Watson Institute for International and Public Affairs
Taubman Center

Alexander Meiklejohn Lecture ─ Kate Shaw '01: The Roberts Court, the Public, and Institutional Legitimacy

Wednesday, October 21, 2020

5:30 p.m. – 6:30 p.m.

Register here to join the webinar. 

The complex relationship between the Supreme Court and the world of politics is on full display in this election year, as the President and Senate push to fill the vacancy left by Justice Ruth Bader Ginsburg’s death.

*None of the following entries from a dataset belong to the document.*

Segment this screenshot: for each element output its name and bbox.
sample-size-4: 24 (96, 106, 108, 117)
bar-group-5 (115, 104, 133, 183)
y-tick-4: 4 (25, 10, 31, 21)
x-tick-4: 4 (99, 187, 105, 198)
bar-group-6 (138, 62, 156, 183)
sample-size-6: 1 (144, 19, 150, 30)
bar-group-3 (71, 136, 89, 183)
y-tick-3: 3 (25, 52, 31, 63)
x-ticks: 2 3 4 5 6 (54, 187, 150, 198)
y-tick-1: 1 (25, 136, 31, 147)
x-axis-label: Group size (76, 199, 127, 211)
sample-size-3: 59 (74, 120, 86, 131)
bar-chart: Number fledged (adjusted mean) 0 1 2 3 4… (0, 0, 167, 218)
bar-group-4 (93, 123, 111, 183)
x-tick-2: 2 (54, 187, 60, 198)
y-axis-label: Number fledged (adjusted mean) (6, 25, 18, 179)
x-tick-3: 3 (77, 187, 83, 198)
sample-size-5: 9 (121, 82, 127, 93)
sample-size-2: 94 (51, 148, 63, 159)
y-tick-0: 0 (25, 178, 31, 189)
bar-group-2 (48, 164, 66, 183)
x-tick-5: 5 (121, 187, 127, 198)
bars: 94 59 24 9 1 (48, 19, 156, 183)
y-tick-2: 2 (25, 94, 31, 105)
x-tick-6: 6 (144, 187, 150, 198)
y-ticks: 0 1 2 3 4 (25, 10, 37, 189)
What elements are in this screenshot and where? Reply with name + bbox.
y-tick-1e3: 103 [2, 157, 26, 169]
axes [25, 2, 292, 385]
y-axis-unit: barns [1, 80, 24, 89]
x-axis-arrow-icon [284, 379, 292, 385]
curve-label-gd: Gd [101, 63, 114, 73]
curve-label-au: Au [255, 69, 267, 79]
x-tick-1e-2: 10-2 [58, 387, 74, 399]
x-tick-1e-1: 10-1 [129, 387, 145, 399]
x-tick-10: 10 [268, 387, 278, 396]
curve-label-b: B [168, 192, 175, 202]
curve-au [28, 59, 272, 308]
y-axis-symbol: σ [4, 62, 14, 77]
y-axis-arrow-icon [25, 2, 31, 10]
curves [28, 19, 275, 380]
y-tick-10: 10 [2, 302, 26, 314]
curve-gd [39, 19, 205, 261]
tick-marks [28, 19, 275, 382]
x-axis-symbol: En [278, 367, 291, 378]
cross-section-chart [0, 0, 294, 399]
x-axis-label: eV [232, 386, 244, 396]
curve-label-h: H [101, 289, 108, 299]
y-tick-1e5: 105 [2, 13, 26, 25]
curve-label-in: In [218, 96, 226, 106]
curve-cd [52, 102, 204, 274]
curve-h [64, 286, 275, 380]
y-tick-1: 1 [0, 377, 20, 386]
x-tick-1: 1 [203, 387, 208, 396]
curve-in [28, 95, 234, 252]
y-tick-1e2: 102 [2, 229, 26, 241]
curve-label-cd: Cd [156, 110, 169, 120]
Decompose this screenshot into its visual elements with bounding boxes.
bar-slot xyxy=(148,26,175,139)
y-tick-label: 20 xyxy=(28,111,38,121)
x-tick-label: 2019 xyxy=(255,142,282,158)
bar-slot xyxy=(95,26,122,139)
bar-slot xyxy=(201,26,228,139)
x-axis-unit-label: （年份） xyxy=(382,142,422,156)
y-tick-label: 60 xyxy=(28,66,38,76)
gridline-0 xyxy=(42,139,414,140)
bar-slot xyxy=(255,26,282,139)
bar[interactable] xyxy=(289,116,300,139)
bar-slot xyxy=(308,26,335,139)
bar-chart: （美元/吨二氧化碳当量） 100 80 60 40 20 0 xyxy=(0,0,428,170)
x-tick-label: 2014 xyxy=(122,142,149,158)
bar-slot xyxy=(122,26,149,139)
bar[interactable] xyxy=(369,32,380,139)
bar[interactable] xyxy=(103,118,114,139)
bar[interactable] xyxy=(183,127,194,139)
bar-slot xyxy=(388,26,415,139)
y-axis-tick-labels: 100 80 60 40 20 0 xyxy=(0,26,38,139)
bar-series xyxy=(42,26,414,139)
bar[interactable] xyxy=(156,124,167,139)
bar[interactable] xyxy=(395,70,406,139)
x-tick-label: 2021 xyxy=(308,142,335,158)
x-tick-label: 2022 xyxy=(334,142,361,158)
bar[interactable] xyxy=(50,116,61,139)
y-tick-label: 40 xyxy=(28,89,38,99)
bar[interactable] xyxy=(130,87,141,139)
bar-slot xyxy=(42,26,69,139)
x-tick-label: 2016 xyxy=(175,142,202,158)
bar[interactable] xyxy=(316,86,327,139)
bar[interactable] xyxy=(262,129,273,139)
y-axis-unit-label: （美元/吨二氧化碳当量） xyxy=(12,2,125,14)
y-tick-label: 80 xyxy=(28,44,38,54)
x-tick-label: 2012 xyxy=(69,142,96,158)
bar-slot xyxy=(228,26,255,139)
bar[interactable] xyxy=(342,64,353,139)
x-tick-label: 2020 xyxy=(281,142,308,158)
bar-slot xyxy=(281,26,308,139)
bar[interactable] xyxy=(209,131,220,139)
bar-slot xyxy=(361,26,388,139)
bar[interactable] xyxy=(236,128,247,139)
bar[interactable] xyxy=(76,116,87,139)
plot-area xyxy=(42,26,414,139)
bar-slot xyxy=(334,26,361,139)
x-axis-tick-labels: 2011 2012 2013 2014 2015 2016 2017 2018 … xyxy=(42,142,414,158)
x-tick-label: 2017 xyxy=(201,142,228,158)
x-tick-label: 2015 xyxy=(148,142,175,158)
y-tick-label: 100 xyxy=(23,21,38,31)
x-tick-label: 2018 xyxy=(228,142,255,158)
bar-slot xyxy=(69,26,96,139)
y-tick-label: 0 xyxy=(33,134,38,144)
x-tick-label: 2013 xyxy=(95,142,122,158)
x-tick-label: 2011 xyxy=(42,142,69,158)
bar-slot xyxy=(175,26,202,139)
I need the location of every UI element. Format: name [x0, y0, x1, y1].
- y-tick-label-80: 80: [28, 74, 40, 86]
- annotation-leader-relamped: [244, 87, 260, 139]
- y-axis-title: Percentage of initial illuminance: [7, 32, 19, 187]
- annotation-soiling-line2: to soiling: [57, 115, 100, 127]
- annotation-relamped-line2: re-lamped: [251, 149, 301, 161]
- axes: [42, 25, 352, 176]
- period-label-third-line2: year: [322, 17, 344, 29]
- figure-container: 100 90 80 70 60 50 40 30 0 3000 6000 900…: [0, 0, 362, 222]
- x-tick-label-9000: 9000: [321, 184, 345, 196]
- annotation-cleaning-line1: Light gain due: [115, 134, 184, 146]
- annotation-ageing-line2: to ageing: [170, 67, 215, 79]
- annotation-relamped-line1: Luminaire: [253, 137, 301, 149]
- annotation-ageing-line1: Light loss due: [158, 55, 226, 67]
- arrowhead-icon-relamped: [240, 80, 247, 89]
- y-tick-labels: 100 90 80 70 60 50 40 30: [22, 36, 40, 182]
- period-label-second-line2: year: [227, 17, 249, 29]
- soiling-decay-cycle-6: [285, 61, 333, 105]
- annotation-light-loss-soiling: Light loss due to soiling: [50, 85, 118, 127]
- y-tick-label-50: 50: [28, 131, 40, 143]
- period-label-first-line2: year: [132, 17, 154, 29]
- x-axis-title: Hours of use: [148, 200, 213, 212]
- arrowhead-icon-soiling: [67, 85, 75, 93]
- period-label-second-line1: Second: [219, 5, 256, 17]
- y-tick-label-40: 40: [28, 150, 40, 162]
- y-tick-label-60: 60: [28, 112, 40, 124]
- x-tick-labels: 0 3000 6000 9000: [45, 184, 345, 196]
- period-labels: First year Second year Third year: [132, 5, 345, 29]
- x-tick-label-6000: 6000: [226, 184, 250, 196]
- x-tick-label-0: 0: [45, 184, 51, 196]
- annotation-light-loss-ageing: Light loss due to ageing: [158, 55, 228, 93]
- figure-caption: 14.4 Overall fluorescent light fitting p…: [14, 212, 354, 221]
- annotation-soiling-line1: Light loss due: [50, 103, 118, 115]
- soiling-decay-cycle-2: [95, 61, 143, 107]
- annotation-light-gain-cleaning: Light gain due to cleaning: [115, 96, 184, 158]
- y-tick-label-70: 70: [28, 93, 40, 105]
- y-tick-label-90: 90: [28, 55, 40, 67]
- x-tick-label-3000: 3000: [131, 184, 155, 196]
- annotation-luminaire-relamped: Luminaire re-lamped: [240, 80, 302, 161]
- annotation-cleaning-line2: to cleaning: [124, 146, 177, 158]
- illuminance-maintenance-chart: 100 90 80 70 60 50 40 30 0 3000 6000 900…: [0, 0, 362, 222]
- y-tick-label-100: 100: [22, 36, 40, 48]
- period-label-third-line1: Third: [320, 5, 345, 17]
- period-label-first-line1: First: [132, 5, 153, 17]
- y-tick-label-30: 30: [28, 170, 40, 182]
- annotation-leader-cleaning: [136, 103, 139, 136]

This lecture and discussion will analyze the discourse surrounding the last Supreme Court Term, the Term beginning on October 5, and the ongoing confirmation fight, and probe what we mean when we talk about the Supreme Court’s "institutional legitimacy." 

 

Kate Shaw '01 is a Professor of Law. Before joining Cardozo, Professor Shaw worked in the White House Counsel’s Office as a Special Assistant to the President and Associate Counsel to the President. She clerked for Justice John Paul Stevens of the U.S. Supreme Court and Judge Richard A. Posner of the U.S. Court of Appeals for the Seventh Circuit.

Professor Shaw graduated with a B.A. magna cum laude from Brown University and with a J.D. magna cum laude and Order of the Coif from Northwestern University, where she served as the Editor-in-Chief of the Northwestern University Law Review and won the John Paul Stevens Award. Her scholarly work has appeared, among other places, in the Northwestern University Law Review, the Columbia Law Review, the Cornell Law Review, the Texas Law Review, and the Georgetown Law Journal, and her popular writing has appeared in the New York Times, Slate, and the Take Care blog. She recently edited the book "Reproductive Rights and Justice Stories," with Reva Siegel and Melissa Murray. She also serves as a contributor with ABC News, co-hosts the Supreme Court podcast Strict Scrutiny, and serves as a Public Member of the Administrative Conference of the United States (ACUS).